Sometimes the system surrounding the leader needs attention too.

That’s important because organizations often assume improving productivity requires massive transformation, complicated systems, or another layer of process.

In reality, some of the most effective productivity improvements are surprisingly small and highly adoptable.

A Practical Shift That Creates Immediate Relief

One of the simplest ways to improve productivity is by becoming more intentional about where effort goes before reacting to everything competing for attention.

For example:

Imagine starting your morning with:

  • 47 unread emails

  • multiple Slack or Teams notifications

  • three meeting requests

  • two “quick questions”

  • a growing task list

  • and an urgent request from leadership

Most professionals immediately begin reacting.

But reaction and prioritization are not the same thing.

Instead, pause for 60 seconds and ask:

  • What actually requires my attention right now?

  • What can wait until later today?

  • What creates the strongest return if effort is directed there first?

  • What would reduce friction for the rest of the day if completed early?

Then take one simple physical action:

  • snooze lower-priority emails

  • temporarily mute non-urgent messaging channels

  • move low-priority tasks into a later review window

Why does this matter?

Because the visible volume of work in front of you often creates artificial urgency.

Reducing that visual and mental noise allows you to think more intentionally about effort allocation instead of reacting impulsively to everything at once.

This is not avoidance.

It’s directional productivity. And because it’s simple and easy to adopt, the likelihood of consistency is much higher.

Productivity Improves When Work Flows Better

Many leaders assume productivity improves by pushing harder.

But sustainable productivity often improves when:

  • effort is directed more intentionally

  • communication becomes clearer

  • teams carry more ownership

  • leaders stop becoming the center of every workflow

The goal isn’t perfection.

It’s reducing unnecessary drag so work can move more effectively across the organization.

Small operational shifts, consistently applied, often outperform dramatic productivity overhauls that fail after two weeks.

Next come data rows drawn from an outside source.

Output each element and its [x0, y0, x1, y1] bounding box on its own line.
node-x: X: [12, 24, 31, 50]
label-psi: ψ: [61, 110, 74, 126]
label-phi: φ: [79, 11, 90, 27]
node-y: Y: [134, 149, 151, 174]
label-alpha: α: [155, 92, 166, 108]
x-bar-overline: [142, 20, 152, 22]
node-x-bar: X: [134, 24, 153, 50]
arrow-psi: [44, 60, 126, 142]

Productivity Improves When Work Flows Better

This week, observe where work repeatedly flows back to leadership unnecessarily.

Look for:

  • approvals that don’t need to happen

  • decisions others could make

  • recurring interruptions

  • communication patterns creating dependency instead of momentum

Then ask a simple question:

“Where is our effort producing the weakest return right now?”

That single discussion often reveals more operational friction than another productivity app or workflow template. Consider downloading the Work Design Check-In.

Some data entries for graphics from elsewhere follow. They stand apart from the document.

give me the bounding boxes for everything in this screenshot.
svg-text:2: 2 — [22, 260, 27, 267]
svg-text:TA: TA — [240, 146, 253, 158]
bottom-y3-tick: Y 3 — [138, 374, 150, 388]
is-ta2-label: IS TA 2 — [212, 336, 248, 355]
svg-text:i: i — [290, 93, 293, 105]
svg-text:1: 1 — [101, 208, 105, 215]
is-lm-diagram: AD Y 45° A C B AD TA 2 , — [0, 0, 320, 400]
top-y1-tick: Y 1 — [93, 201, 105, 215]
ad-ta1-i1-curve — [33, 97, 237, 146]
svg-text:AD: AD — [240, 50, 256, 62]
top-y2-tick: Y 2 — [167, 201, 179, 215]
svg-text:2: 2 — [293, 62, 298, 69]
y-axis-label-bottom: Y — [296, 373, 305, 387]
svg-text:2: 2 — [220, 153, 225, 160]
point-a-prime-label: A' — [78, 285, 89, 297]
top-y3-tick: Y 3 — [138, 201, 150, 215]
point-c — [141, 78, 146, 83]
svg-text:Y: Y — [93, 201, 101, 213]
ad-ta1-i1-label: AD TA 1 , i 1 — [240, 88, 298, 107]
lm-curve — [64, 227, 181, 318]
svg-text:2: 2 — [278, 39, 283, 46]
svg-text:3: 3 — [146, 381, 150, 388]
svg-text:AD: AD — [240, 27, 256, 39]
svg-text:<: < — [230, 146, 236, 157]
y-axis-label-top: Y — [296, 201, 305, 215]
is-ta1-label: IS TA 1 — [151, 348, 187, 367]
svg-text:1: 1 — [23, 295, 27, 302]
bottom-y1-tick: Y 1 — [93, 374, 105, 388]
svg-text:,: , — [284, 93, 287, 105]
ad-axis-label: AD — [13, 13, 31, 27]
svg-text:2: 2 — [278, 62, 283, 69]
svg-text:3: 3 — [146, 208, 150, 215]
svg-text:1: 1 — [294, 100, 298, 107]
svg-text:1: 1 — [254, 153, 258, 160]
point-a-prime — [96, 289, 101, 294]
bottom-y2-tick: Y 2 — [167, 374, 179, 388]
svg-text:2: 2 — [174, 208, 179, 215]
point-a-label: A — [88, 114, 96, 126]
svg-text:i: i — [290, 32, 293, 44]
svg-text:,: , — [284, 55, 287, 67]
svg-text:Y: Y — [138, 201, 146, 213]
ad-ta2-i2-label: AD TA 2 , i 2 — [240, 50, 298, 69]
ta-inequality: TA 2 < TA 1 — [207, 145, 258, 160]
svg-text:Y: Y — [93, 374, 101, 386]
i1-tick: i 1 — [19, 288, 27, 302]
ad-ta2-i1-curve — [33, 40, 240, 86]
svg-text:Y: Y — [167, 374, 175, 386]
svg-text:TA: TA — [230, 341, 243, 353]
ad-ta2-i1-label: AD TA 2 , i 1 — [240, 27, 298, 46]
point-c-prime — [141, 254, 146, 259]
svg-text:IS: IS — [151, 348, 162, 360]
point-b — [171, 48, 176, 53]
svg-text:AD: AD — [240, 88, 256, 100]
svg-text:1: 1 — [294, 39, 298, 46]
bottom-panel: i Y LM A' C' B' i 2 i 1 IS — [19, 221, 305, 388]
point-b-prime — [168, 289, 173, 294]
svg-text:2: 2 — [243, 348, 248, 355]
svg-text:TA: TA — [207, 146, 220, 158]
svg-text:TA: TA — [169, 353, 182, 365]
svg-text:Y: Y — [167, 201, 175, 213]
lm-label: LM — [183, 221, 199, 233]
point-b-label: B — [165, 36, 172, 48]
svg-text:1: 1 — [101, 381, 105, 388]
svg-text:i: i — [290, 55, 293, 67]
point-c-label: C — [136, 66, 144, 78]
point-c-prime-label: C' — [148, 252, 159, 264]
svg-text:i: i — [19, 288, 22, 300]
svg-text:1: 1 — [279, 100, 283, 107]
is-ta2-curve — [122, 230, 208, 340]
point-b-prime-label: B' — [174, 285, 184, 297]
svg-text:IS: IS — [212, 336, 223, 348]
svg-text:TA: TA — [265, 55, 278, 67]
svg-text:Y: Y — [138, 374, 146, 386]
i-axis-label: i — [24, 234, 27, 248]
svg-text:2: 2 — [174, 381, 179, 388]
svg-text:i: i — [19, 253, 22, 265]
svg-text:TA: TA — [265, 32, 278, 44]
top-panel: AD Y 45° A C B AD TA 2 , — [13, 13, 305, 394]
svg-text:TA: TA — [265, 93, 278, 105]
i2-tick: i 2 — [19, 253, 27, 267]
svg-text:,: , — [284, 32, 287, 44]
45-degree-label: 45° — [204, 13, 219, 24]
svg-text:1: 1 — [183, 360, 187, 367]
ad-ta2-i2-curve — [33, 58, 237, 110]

A Practical Way to Explore This Further

This is the focus of my Time Economics™ working sessions.

Together, we examine where time, effort, communication, and decision-making are creating friction across teams — and identify practical, low-lift ways to improve how work flows without creating unnecessary operational disruption.

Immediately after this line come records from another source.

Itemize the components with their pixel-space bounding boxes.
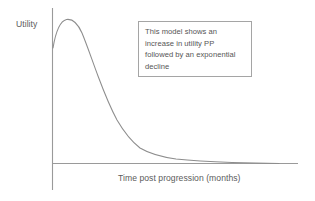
annotation-textbox: This model shows an increase in utility … — [138, 21, 252, 77]
annotation-text: This model shows an increase in utility … — [145, 26, 245, 72]
chart-figure: Utility Time post progression (months) T… — [0, 0, 315, 201]
x-axis-label: Time post progression (months) — [118, 173, 241, 184]
y-axis-label: Utility — [16, 19, 37, 30]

The goal isn’t adding more complexity.

It’s helping teams make stronger use of the time and effort already in play.

FAQs

  • Many leaders feel overwhelmed because too much operational work still depends on them. Constant approvals, reactive communication, and decision overload create friction that reduces strategic focus.

  • Operational drag refers to the slowdown created by inefficient workflows, excessive approvals, communication overload, and reactive work patterns that make progress feel heavier than necessary.

  • Effort allocation is the intentional direction of time, focus, and mental energy toward work that produces the strongest return instead of reacting equally to everything competing for attention.

  • Item descriptionSmall operational shifts often create meaningful improvements. Clarifying ownership, reducing unnecessary approvals, minimizing reactive communication, and improving effort allocation can help work move more effectively across teams.

  • Time Economics™ is a productivity approach focused on evaluating how effort is applied within fixed time. Instead of obsessing over managing time, it helps leaders improve how effort, communication, and workflow are directed throughout the organization.